Teenager’s history of crime dates to age 10
Tuesday, April 6, 2004 | 11:15 a.m.
A 17-year-old boy who has had numerous run-ins with police, including an arrest three years ago in connection with a plot of a "Columbine-style shooting" at his middle school, was charged Saturday with the attempted murder of two people, Metro Police said.
Brent Foster has a rap sheet in the juvenile system that dates back to when he was 10 years old, according to court records, and his most recent arrest, on Saturday, was his 12th, a court official said.
Foster is charged with shooting two young men on Feb. 7.
The victims were attending a birthday party near Sandhill Road and Harmon Avenue and had stepped outside to smoke cigarettes when they were confronted by a teen dressed in black, they told police.
The teen was "mad-dogging," or staring at them, so they asked him what was wrong, and the teen said he was going to hit one of them, according to the police report by Metro Detective Pete Calos.
One of the young men told the teen, "There's no need to fight. This is a party, we could all get along," the report says.
The boy, who police believe was Foster, "turned away, stopped, turned back around and said, 'Ah no, this is Los Primos,' " pulled a gun from under his shirt and shot one of them in the center of the chest.
The bullet went through him and struck his friend in the back as he tried to run away, Calos wrote in his report.
Police determined the gunman was a gang member known as "Troubles," a member of the Clica Los Primos Surenos, a local offshoot of a California-based street gang.
The victims, who survived the shooting, identified Foster in a photo lineup, and he was taken into custody on two counts of attempted murder.
Foster first came to the attention of authorities because he was allegedly a victim of abuse and neglect, records show.
Jonathan VanBoskerck, deputy district attorney in the juvenile justice section, wouldn't discuss Foster's case specifically but said the prosecutors with whom he works strive to give each child who comes through the system "care, control and guidance" to make them law-abiding citizens.

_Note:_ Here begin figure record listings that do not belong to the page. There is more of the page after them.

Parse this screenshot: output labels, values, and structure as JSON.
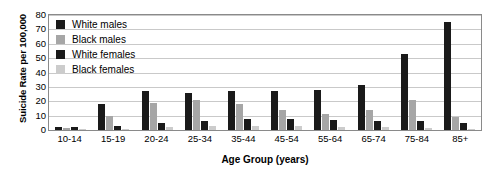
{
  "chart_data": {
    "type": "bar",
    "title": "",
    "xlabel": "Age Group (years)",
    "ylabel": "Suicide Rate per 100,000",
    "categories": [
      "10-14",
      "15-19",
      "20-24",
      "25-34",
      "35-44",
      "45-54",
      "55-64",
      "65-74",
      "75-84",
      "85+"
    ],
    "ylim": [
      0,
      80
    ],
    "yticks": [
      80,
      70,
      60,
      50,
      40,
      30,
      20,
      10,
      0
    ],
    "grid": true,
    "legend_position": "top-left",
    "series": [
      {
        "name": "White males",
        "color": "#1a1a1a",
        "values": [
          2,
          18,
          27,
          26,
          27,
          27,
          28,
          31,
          53,
          75
        ]
      },
      {
        "name": "Black males",
        "color": "#a6a6a6",
        "values": [
          1.5,
          10,
          19,
          21,
          18,
          14,
          11,
          14,
          21,
          9
        ]
      },
      {
        "name": "White females",
        "color": "#1a1a1a",
        "values": [
          2,
          3,
          5,
          6,
          8,
          8,
          7,
          6,
          6,
          5
        ]
      },
      {
        "name": "Black females",
        "color": "#cccccc",
        "values": [
          0.5,
          1,
          2,
          2.5,
          3,
          3,
          2,
          2,
          1.5,
          1
        ]
      }
    ]
  }
}
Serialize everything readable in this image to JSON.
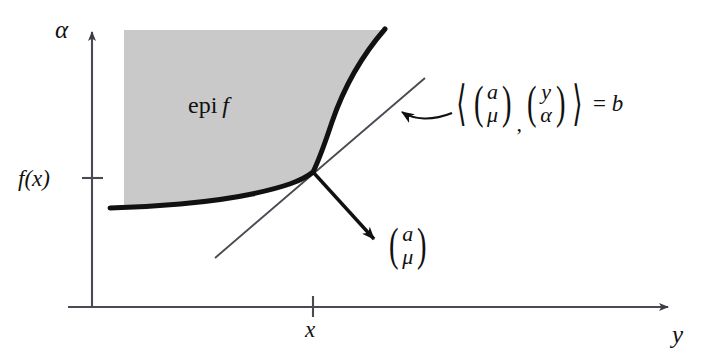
{
  "figure": {
    "kind": "convex-analysis-epigraph-supporting-hyperplane-diagram",
    "background_color": "#ffffff",
    "width": 707,
    "height": 360
  },
  "axes": {
    "vertical_label": "α",
    "horizontal_label": "y",
    "origin": {
      "x": 92,
      "y": 307
    },
    "color": "#4a4a52",
    "vertical_tick_label": "f(x)",
    "vertical_tick_y": 178,
    "horizontal_tick_label": "x",
    "horizontal_tick_x": 313
  },
  "region": {
    "label_prefix": "epi",
    "label_function": "f",
    "fill_color": "#c9c9c9",
    "label_x": 188,
    "label_y": 93
  },
  "curve": {
    "name": "epigraph-boundary",
    "color": "#111111",
    "stroke_width": 5
  },
  "tangency_point": {
    "x": 313,
    "y": 172
  },
  "hyperplane": {
    "name": "supporting-hyperplane-line",
    "color": "#4a4a52",
    "equation": {
      "left_bracket": "⟨",
      "right_bracket": "⟩",
      "vector_one_top": "a",
      "vector_one_bottom": "μ",
      "separator": ",",
      "vector_two_top": "y",
      "vector_two_bottom": "α",
      "relation": "=",
      "right_hand_side": "b"
    },
    "label_x": 452,
    "label_y": 80
  },
  "normal_vector": {
    "name": "normal-vector-arrow",
    "color": "#111111",
    "top_component": "a",
    "bottom_component": "μ",
    "label_x": 386,
    "label_y": 222,
    "tip": {
      "x": 378,
      "y": 243
    }
  },
  "pointer_arrow": {
    "name": "hyperplane-callout-arrow",
    "color": "#111111",
    "tip": {
      "x": 398,
      "y": 110
    }
  }
}
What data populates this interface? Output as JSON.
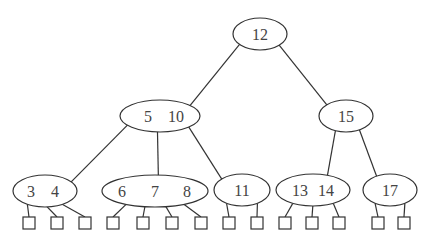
{
  "diagram": {
    "type": "b-tree",
    "nodes": [
      {
        "id": "n12",
        "keys": [
          "12"
        ]
      },
      {
        "id": "n5_10",
        "keys": [
          "5",
          "10"
        ]
      },
      {
        "id": "n15",
        "keys": [
          "15"
        ]
      },
      {
        "id": "n3_4",
        "keys": [
          "3",
          "4"
        ]
      },
      {
        "id": "n6_7_8",
        "keys": [
          "6",
          "7",
          "8"
        ]
      },
      {
        "id": "n11",
        "keys": [
          "11"
        ]
      },
      {
        "id": "n13_14",
        "keys": [
          "13",
          "14"
        ]
      },
      {
        "id": "n17",
        "keys": [
          "17"
        ]
      }
    ],
    "edges": [
      [
        "n12",
        "n5_10"
      ],
      [
        "n12",
        "n15"
      ],
      [
        "n5_10",
        "n3_4"
      ],
      [
        "n5_10",
        "n6_7_8"
      ],
      [
        "n5_10",
        "n11"
      ],
      [
        "n15",
        "n13_14"
      ],
      [
        "n15",
        "n17"
      ]
    ],
    "leaf_counts": {
      "n3_4": 3,
      "n6_7_8": 4,
      "n11": 2,
      "n13_14": 3,
      "n17": 2
    }
  }
}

"We all care about kids and we try to do the best we can by them with what little resources we have," he said. But Foster's record shows a pattern of violence that escalated as he got older despite probation, stints at Spring Mountain Youth Camp and a stay at the Nevada Youth Training Center in Elko.
In 2001, when he was 14, police allege Foster planned to seek revenge against teachers and administrators of Woodbury Middle School after he was expelled.

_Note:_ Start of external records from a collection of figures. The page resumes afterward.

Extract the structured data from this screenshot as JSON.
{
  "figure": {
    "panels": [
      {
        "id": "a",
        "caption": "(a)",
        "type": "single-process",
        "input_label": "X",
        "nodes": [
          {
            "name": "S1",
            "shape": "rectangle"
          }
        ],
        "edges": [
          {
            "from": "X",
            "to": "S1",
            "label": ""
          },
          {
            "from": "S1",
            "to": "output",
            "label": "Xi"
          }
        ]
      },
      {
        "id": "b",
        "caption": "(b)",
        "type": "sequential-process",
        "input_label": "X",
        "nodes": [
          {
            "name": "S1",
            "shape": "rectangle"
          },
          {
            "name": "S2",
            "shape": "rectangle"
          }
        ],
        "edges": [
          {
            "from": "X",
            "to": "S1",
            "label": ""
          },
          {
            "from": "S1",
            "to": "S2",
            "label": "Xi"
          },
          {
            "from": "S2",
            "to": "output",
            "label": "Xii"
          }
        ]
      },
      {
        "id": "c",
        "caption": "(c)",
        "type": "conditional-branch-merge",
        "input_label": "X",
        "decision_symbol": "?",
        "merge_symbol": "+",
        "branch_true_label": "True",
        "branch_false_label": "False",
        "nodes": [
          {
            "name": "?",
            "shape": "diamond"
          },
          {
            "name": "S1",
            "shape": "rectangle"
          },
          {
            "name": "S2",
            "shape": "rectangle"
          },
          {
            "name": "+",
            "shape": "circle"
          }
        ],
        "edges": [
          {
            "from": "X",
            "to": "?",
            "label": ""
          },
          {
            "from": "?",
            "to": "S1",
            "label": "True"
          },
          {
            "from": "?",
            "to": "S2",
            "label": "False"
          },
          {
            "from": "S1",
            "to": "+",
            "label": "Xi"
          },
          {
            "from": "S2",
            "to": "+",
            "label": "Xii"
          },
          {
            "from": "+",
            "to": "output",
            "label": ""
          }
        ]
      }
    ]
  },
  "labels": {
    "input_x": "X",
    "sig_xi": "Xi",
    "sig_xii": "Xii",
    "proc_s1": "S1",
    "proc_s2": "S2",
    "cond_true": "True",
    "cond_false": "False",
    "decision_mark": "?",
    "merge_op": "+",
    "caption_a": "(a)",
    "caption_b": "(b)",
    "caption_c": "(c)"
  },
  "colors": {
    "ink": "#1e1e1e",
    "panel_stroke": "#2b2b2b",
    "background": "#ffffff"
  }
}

The day before the second anniversary of the shooting in Littleton, Colo., that left 15 dead, Foster told people he was plotting a similar massacre, police allege.
Foster was spotted on campus with a bulge in his clothing that a school police officer suspected was a gun. School police chased him, but he got away. Metro and school police hunted for the boy and later found him at an apartment.

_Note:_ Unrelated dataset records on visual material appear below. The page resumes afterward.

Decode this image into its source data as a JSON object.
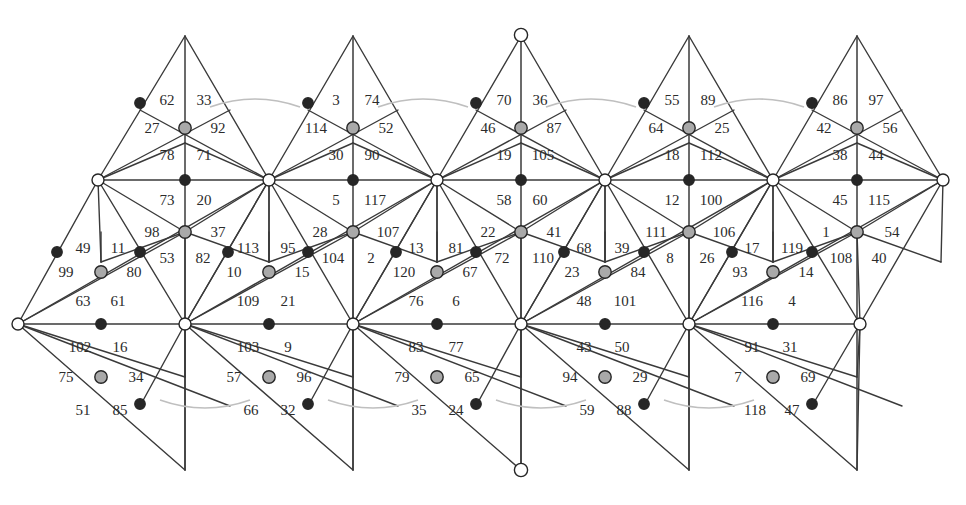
{
  "figure": {
    "kind": "triangulated-surface-net",
    "face_count": 120,
    "column_count": 5,
    "colors": {
      "line": "#3a3a3a",
      "label": "#2b2b2b",
      "vertex_white_fill": "#ffffff",
      "vertex_gray_fill": "#a9a9a9",
      "vertex_black_fill": "#262626",
      "vertex_stroke": "#262626",
      "arc": "#bfbfbf",
      "background": "#ffffff"
    },
    "geometry": {
      "width": 966,
      "height": 505,
      "column_pitch": 168,
      "column_x_centers": [
        185,
        353,
        521,
        689,
        857
      ],
      "row_y": {
        "apex_top": 36,
        "upper_mid": 110,
        "upper_node": 143,
        "spine_top": 180,
        "lower_mid": 232,
        "lower_node": 262,
        "spine_bottom": 324,
        "foot_mid": 377,
        "foot_node": 406,
        "apex_bottom": 470
      }
    }
  },
  "vertices": {
    "apex_top": [
      {
        "x": 185,
        "y": 36,
        "type": "plain"
      },
      {
        "x": 353,
        "y": 36,
        "type": "plain"
      },
      {
        "x": 521,
        "y": 35,
        "type": "white"
      },
      {
        "x": 689,
        "y": 36,
        "type": "plain"
      },
      {
        "x": 857,
        "y": 36,
        "type": "plain"
      }
    ],
    "apex_bottom": [
      {
        "x": 185,
        "y": 470,
        "type": "plain"
      },
      {
        "x": 353,
        "y": 470,
        "type": "plain"
      },
      {
        "x": 521,
        "y": 470,
        "type": "white"
      },
      {
        "x": 689,
        "y": 470,
        "type": "plain"
      },
      {
        "x": 857,
        "y": 470,
        "type": "plain"
      }
    ],
    "spine_top_white": [
      {
        "x": 98,
        "y": 180
      },
      {
        "x": 269,
        "y": 180
      },
      {
        "x": 437,
        "y": 180
      },
      {
        "x": 605,
        "y": 180
      },
      {
        "x": 773,
        "y": 180
      },
      {
        "x": 943,
        "y": 180
      }
    ],
    "spine_bottom_white": [
      {
        "x": 18,
        "y": 324
      },
      {
        "x": 185,
        "y": 324
      },
      {
        "x": 353,
        "y": 324
      },
      {
        "x": 521,
        "y": 324
      },
      {
        "x": 689,
        "y": 324
      },
      {
        "x": 860,
        "y": 324
      }
    ],
    "gray_nodes": [
      {
        "x": 185,
        "y": 128
      },
      {
        "x": 353,
        "y": 128
      },
      {
        "x": 521,
        "y": 128
      },
      {
        "x": 689,
        "y": 128
      },
      {
        "x": 857,
        "y": 128
      },
      {
        "x": 185,
        "y": 232
      },
      {
        "x": 353,
        "y": 232
      },
      {
        "x": 521,
        "y": 232
      },
      {
        "x": 689,
        "y": 232
      },
      {
        "x": 857,
        "y": 232
      },
      {
        "x": 101,
        "y": 272
      },
      {
        "x": 269,
        "y": 272
      },
      {
        "x": 437,
        "y": 272
      },
      {
        "x": 605,
        "y": 272
      },
      {
        "x": 773,
        "y": 272
      },
      {
        "x": 101,
        "y": 377
      },
      {
        "x": 269,
        "y": 377
      },
      {
        "x": 437,
        "y": 377
      },
      {
        "x": 605,
        "y": 377
      },
      {
        "x": 773,
        "y": 377
      }
    ],
    "black_nodes": [
      {
        "x": 140,
        "y": 103
      },
      {
        "x": 308,
        "y": 103
      },
      {
        "x": 476,
        "y": 103
      },
      {
        "x": 644,
        "y": 103
      },
      {
        "x": 812,
        "y": 103
      },
      {
        "x": 185,
        "y": 180
      },
      {
        "x": 353,
        "y": 180
      },
      {
        "x": 521,
        "y": 180
      },
      {
        "x": 689,
        "y": 180
      },
      {
        "x": 857,
        "y": 180
      },
      {
        "x": 140,
        "y": 252
      },
      {
        "x": 228,
        "y": 252
      },
      {
        "x": 308,
        "y": 252
      },
      {
        "x": 396,
        "y": 252
      },
      {
        "x": 476,
        "y": 252
      },
      {
        "x": 564,
        "y": 252
      },
      {
        "x": 644,
        "y": 252
      },
      {
        "x": 732,
        "y": 252
      },
      {
        "x": 812,
        "y": 252
      },
      {
        "x": 57,
        "y": 252
      },
      {
        "x": 101,
        "y": 324
      },
      {
        "x": 269,
        "y": 324
      },
      {
        "x": 437,
        "y": 324
      },
      {
        "x": 605,
        "y": 324
      },
      {
        "x": 773,
        "y": 324
      },
      {
        "x": 140,
        "y": 404
      },
      {
        "x": 308,
        "y": 404
      },
      {
        "x": 476,
        "y": 404
      },
      {
        "x": 644,
        "y": 404
      },
      {
        "x": 812,
        "y": 404
      }
    ]
  },
  "arcs": {
    "note": "Light gray identification arcs pairing boundary edges",
    "top": [
      {
        "x1": 210,
        "y1": 107,
        "x2": 300,
        "y2": 107,
        "sag": -10
      },
      {
        "x1": 378,
        "y1": 107,
        "x2": 468,
        "y2": 107,
        "sag": -10
      },
      {
        "x1": 546,
        "y1": 107,
        "x2": 636,
        "y2": 107,
        "sag": -10
      },
      {
        "x1": 714,
        "y1": 107,
        "x2": 804,
        "y2": 107,
        "sag": -10
      }
    ],
    "bottom": [
      {
        "x1": 160,
        "y1": 400,
        "x2": 250,
        "y2": 400,
        "sag": 10
      },
      {
        "x1": 328,
        "y1": 400,
        "x2": 418,
        "y2": 400,
        "sag": 10
      },
      {
        "x1": 496,
        "y1": 400,
        "x2": 586,
        "y2": 400,
        "sag": 10
      },
      {
        "x1": 664,
        "y1": 400,
        "x2": 754,
        "y2": 400,
        "sag": 10
      }
    ]
  },
  "face_labels": [
    {
      "t": "62",
      "x": 167,
      "y": 100
    },
    {
      "t": "33",
      "x": 204,
      "y": 100
    },
    {
      "t": "27",
      "x": 152,
      "y": 128
    },
    {
      "t": "92",
      "x": 218,
      "y": 128
    },
    {
      "t": "78",
      "x": 167,
      "y": 155
    },
    {
      "t": "71",
      "x": 204,
      "y": 155
    },
    {
      "t": "73",
      "x": 167,
      "y": 200
    },
    {
      "t": "20",
      "x": 204,
      "y": 200
    },
    {
      "t": "98",
      "x": 152,
      "y": 232
    },
    {
      "t": "37",
      "x": 218,
      "y": 232
    },
    {
      "t": "49",
      "x": 83,
      "y": 248
    },
    {
      "t": "11",
      "x": 118,
      "y": 248
    },
    {
      "t": "53",
      "x": 167,
      "y": 258
    },
    {
      "t": "82",
      "x": 203,
      "y": 258
    },
    {
      "t": "99",
      "x": 66,
      "y": 272
    },
    {
      "t": "80",
      "x": 134,
      "y": 272
    },
    {
      "t": "63",
      "x": 83,
      "y": 301
    },
    {
      "t": "61",
      "x": 118,
      "y": 301
    },
    {
      "t": "102",
      "x": 80,
      "y": 347
    },
    {
      "t": "16",
      "x": 120,
      "y": 347
    },
    {
      "t": "75",
      "x": 66,
      "y": 377
    },
    {
      "t": "34",
      "x": 136,
      "y": 377
    },
    {
      "t": "51",
      "x": 83,
      "y": 410
    },
    {
      "t": "85",
      "x": 120,
      "y": 410
    },
    {
      "t": "3",
      "x": 336,
      "y": 100
    },
    {
      "t": "74",
      "x": 372,
      "y": 100
    },
    {
      "t": "114",
      "x": 316,
      "y": 128
    },
    {
      "t": "52",
      "x": 386,
      "y": 128
    },
    {
      "t": "30",
      "x": 336,
      "y": 155
    },
    {
      "t": "90",
      "x": 372,
      "y": 155
    },
    {
      "t": "5",
      "x": 336,
      "y": 200
    },
    {
      "t": "117",
      "x": 375,
      "y": 200
    },
    {
      "t": "28",
      "x": 320,
      "y": 232
    },
    {
      "t": "107",
      "x": 388,
      "y": 232
    },
    {
      "t": "113",
      "x": 248,
      "y": 248
    },
    {
      "t": "95",
      "x": 288,
      "y": 248
    },
    {
      "t": "104",
      "x": 333,
      "y": 258
    },
    {
      "t": "2",
      "x": 371,
      "y": 258
    },
    {
      "t": "10",
      "x": 234,
      "y": 272
    },
    {
      "t": "15",
      "x": 302,
      "y": 272
    },
    {
      "t": "109",
      "x": 248,
      "y": 301
    },
    {
      "t": "21",
      "x": 288,
      "y": 301
    },
    {
      "t": "103",
      "x": 248,
      "y": 347
    },
    {
      "t": "9",
      "x": 288,
      "y": 347
    },
    {
      "t": "57",
      "x": 234,
      "y": 377
    },
    {
      "t": "96",
      "x": 304,
      "y": 377
    },
    {
      "t": "66",
      "x": 251,
      "y": 410
    },
    {
      "t": "32",
      "x": 288,
      "y": 410
    },
    {
      "t": "70",
      "x": 504,
      "y": 100
    },
    {
      "t": "36",
      "x": 540,
      "y": 100
    },
    {
      "t": "46",
      "x": 488,
      "y": 128
    },
    {
      "t": "87",
      "x": 554,
      "y": 128
    },
    {
      "t": "19",
      "x": 504,
      "y": 155
    },
    {
      "t": "105",
      "x": 543,
      "y": 155
    },
    {
      "t": "58",
      "x": 504,
      "y": 200
    },
    {
      "t": "60",
      "x": 540,
      "y": 200
    },
    {
      "t": "22",
      "x": 488,
      "y": 232
    },
    {
      "t": "41",
      "x": 554,
      "y": 232
    },
    {
      "t": "13",
      "x": 416,
      "y": 248
    },
    {
      "t": "81",
      "x": 456,
      "y": 248
    },
    {
      "t": "72",
      "x": 502,
      "y": 258
    },
    {
      "t": "110",
      "x": 543,
      "y": 258
    },
    {
      "t": "120",
      "x": 404,
      "y": 272
    },
    {
      "t": "67",
      "x": 470,
      "y": 272
    },
    {
      "t": "76",
      "x": 416,
      "y": 301
    },
    {
      "t": "6",
      "x": 456,
      "y": 301
    },
    {
      "t": "83",
      "x": 416,
      "y": 347
    },
    {
      "t": "77",
      "x": 456,
      "y": 347
    },
    {
      "t": "79",
      "x": 402,
      "y": 377
    },
    {
      "t": "65",
      "x": 472,
      "y": 377
    },
    {
      "t": "35",
      "x": 419,
      "y": 410
    },
    {
      "t": "24",
      "x": 456,
      "y": 410
    },
    {
      "t": "55",
      "x": 672,
      "y": 100
    },
    {
      "t": "89",
      "x": 708,
      "y": 100
    },
    {
      "t": "64",
      "x": 656,
      "y": 128
    },
    {
      "t": "25",
      "x": 722,
      "y": 128
    },
    {
      "t": "18",
      "x": 672,
      "y": 155
    },
    {
      "t": "112",
      "x": 711,
      "y": 155
    },
    {
      "t": "12",
      "x": 672,
      "y": 200
    },
    {
      "t": "100",
      "x": 711,
      "y": 200
    },
    {
      "t": "111",
      "x": 656,
      "y": 232
    },
    {
      "t": "106",
      "x": 724,
      "y": 232
    },
    {
      "t": "68",
      "x": 584,
      "y": 248
    },
    {
      "t": "39",
      "x": 622,
      "y": 248
    },
    {
      "t": "8",
      "x": 670,
      "y": 258
    },
    {
      "t": "26",
      "x": 707,
      "y": 258
    },
    {
      "t": "23",
      "x": 572,
      "y": 272
    },
    {
      "t": "84",
      "x": 638,
      "y": 272
    },
    {
      "t": "48",
      "x": 584,
      "y": 301
    },
    {
      "t": "101",
      "x": 625,
      "y": 301
    },
    {
      "t": "43",
      "x": 584,
      "y": 347
    },
    {
      "t": "50",
      "x": 622,
      "y": 347
    },
    {
      "t": "94",
      "x": 570,
      "y": 377
    },
    {
      "t": "29",
      "x": 640,
      "y": 377
    },
    {
      "t": "59",
      "x": 587,
      "y": 410
    },
    {
      "t": "88",
      "x": 624,
      "y": 410
    },
    {
      "t": "86",
      "x": 840,
      "y": 100
    },
    {
      "t": "97",
      "x": 876,
      "y": 100
    },
    {
      "t": "42",
      "x": 824,
      "y": 128
    },
    {
      "t": "56",
      "x": 890,
      "y": 128
    },
    {
      "t": "38",
      "x": 840,
      "y": 155
    },
    {
      "t": "44",
      "x": 876,
      "y": 155
    },
    {
      "t": "45",
      "x": 840,
      "y": 200
    },
    {
      "t": "115",
      "x": 879,
      "y": 200
    },
    {
      "t": "1",
      "x": 826,
      "y": 232
    },
    {
      "t": "54",
      "x": 892,
      "y": 232
    },
    {
      "t": "17",
      "x": 752,
      "y": 248
    },
    {
      "t": "119",
      "x": 792,
      "y": 248
    },
    {
      "t": "108",
      "x": 841,
      "y": 258
    },
    {
      "t": "40",
      "x": 879,
      "y": 258
    },
    {
      "t": "93",
      "x": 740,
      "y": 272
    },
    {
      "t": "14",
      "x": 806,
      "y": 272
    },
    {
      "t": "116",
      "x": 752,
      "y": 301
    },
    {
      "t": "4",
      "x": 792,
      "y": 301
    },
    {
      "t": "91",
      "x": 752,
      "y": 347
    },
    {
      "t": "31",
      "x": 790,
      "y": 347
    },
    {
      "t": "7",
      "x": 738,
      "y": 377
    },
    {
      "t": "69",
      "x": 808,
      "y": 377
    },
    {
      "t": "118",
      "x": 755,
      "y": 410
    },
    {
      "t": "47",
      "x": 792,
      "y": 410
    }
  ]
}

Police reported that they seized three rifles, a sawed-off shotgun and 500 rounds of ammunition from his home.
Foster was arrested on felony charges of grand larceny, possession of stolen weapons and threatening school employees. He ended up pleading guilty to lesser charges of loitering on school property and violating probation.
At the time of that arrest he was on probation for intimidating a witness in connection with a case involving a knife.
Foster was sent to Spring Mountain Youth Camp for the second time -- his first stint there was for violating probation in connection with an earlier weapons charge -- but he escaped.
His file was transferred to another state because his family was apparently moving, but after a series of probation violation arrests and an arrest on a charge of carrying a concealed weapon, he was sent to the Nevada Youth Training Center in Elko, records show.